Spruce mine a case study in frustrations of getting permit

For industry, Spruce mine a case study in frustrations of getting mining permit

By Debra McCown- Bristol Herald Courier- February 9, 2010
Back in the 1990s, Arch Coal sought a permit to extract coal for its proposed Spruce No. 1 Mine in southern West Virginia. More than a decade later, it’s still unclear whether the project will be allowed.

The Spruce No. 1 was caught up in multiple lawsuits – the first alleging that the federal Surface Mining Control and Reclamation Act was not being properly enforced, and a later one on whether fill permits were being given sufficient review.

The first suit was settled in 1999. The one over the fill permits was resolved in 2008, but the Spruce barely got moving before hitting additional snags.

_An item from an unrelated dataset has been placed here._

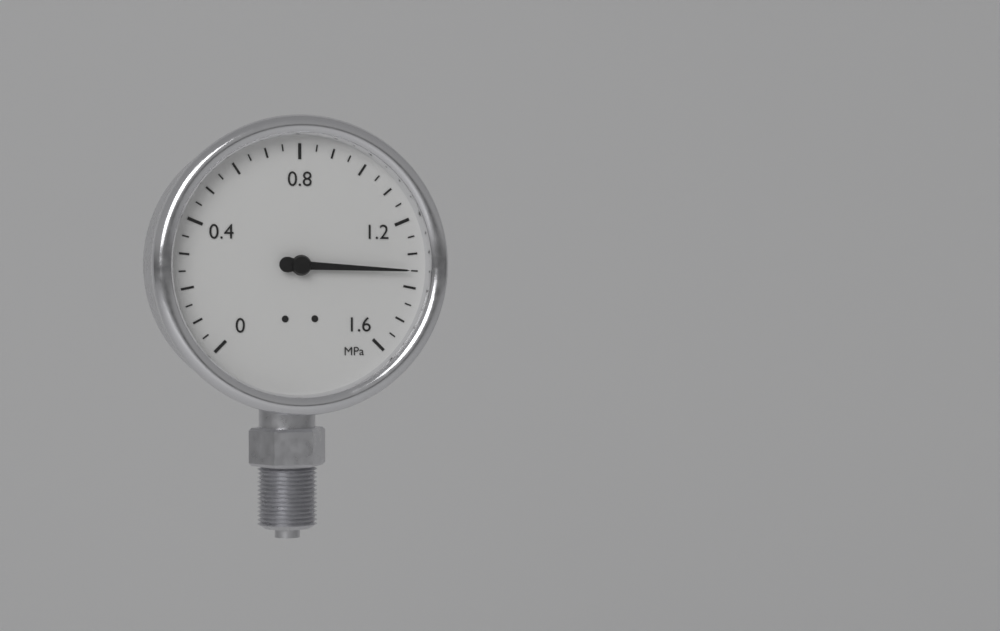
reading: 1.35 MPa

Along the way, the mine project also underwent a lengthy environmental review, which finally led to the fill permit it received in 2007. But that’s when the project wound up on the fringes of the second lawsuit claiming that fill permits weren’t following proper standards.

Mining already had begun on the Spruce site but was restricted to a portion of the permit area while the fill permit case worked its way through the federal court system.

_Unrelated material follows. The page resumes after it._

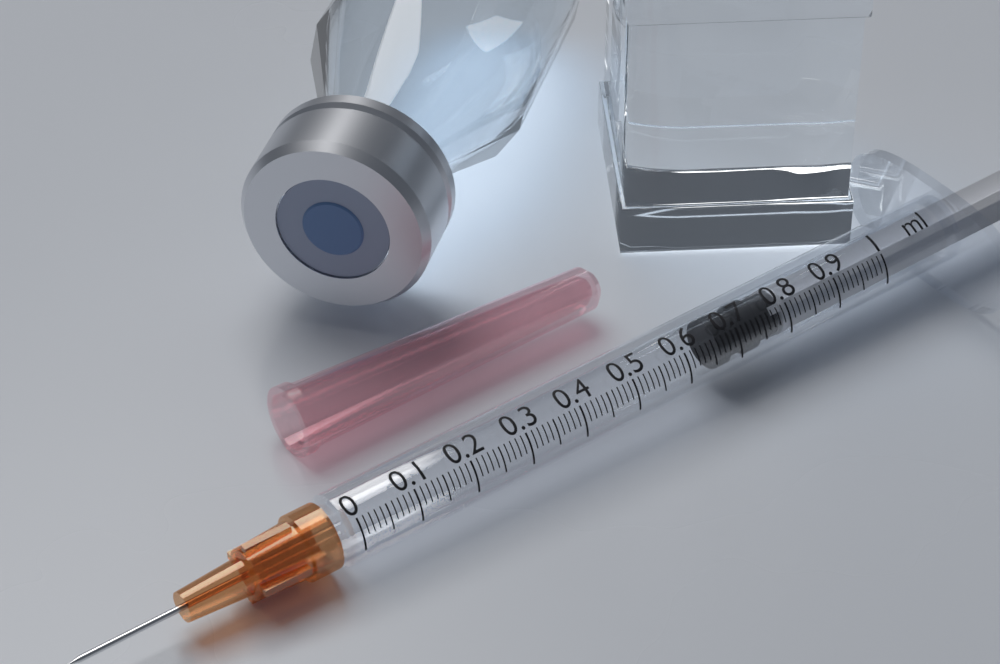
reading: 0.67 ml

Then in October, in an unprecedented move, the Environmental Protection Agency decided that the Spruce mining operation would cause too much environmental damage and threatened to revoke the fill permit. So the U.S. Army Corps of Engineers was required to take another look.

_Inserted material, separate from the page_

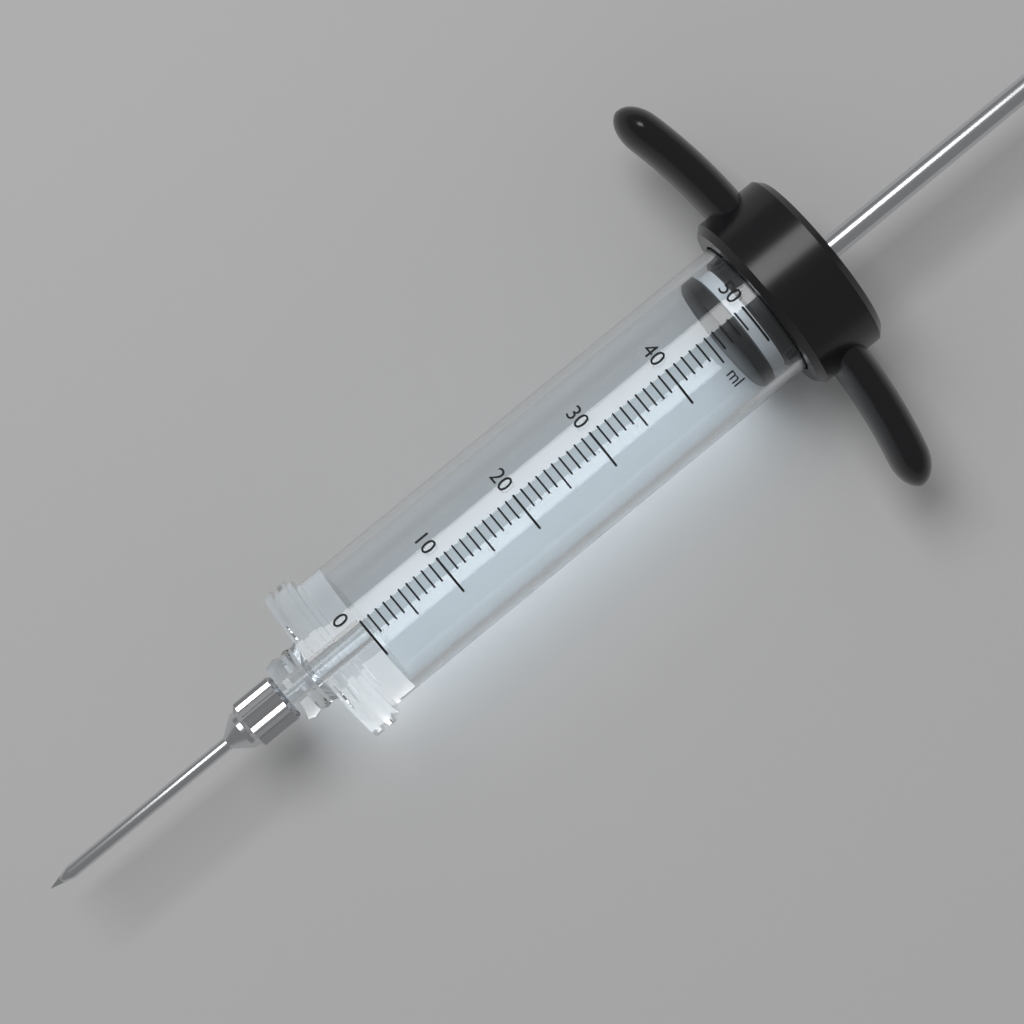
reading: 47 ml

On both sides of the debate, the Spruce permit is seen as a case study for everything that is wrong with the permitting system.

“Spruce was the straw that broke the camel’s back,” said Cindy Rank, the mining committee chairwoman for the West Virginia Highlands Conservancy. “[It] was the example of how far things had gotten beyond what the laws had originally planned for.”

For the industry, it is an example of how costly and how difficult it’s become to get the permits needed to mine coal.

EPA’s decision

According to the EPA, “The Spruce No. 1 Mine is the largest authorized mountaintop removal operation in Appalachia and occurs in a watershed where many streams have been impacted by previous mining activities.”

In its Oct. 16 letter to the Corps, the EPA said the Spruce project would bury seven miles of stream under six valley fills and be too destructive to the environment.

Matt Wasson, director of programs for the Boone, N.C.-based Appalachian Voices, called the EPA’s decision “the most encouraging signal we’ve seen that the EPA is willing to bring science back into it even under pretty difficult circumstances.”

Wasson said the permit “clearly was in violation” of the Clean Water Act – and if anyone is at fault for the long permitting process it’s the Bush administration, for failing to enforce the law in the first place.

Valley fills might be necessary for a mountaintop mine to operate, Wasson said, but he added that it’s impossible to have a valley fill without violating the Clean Water Act.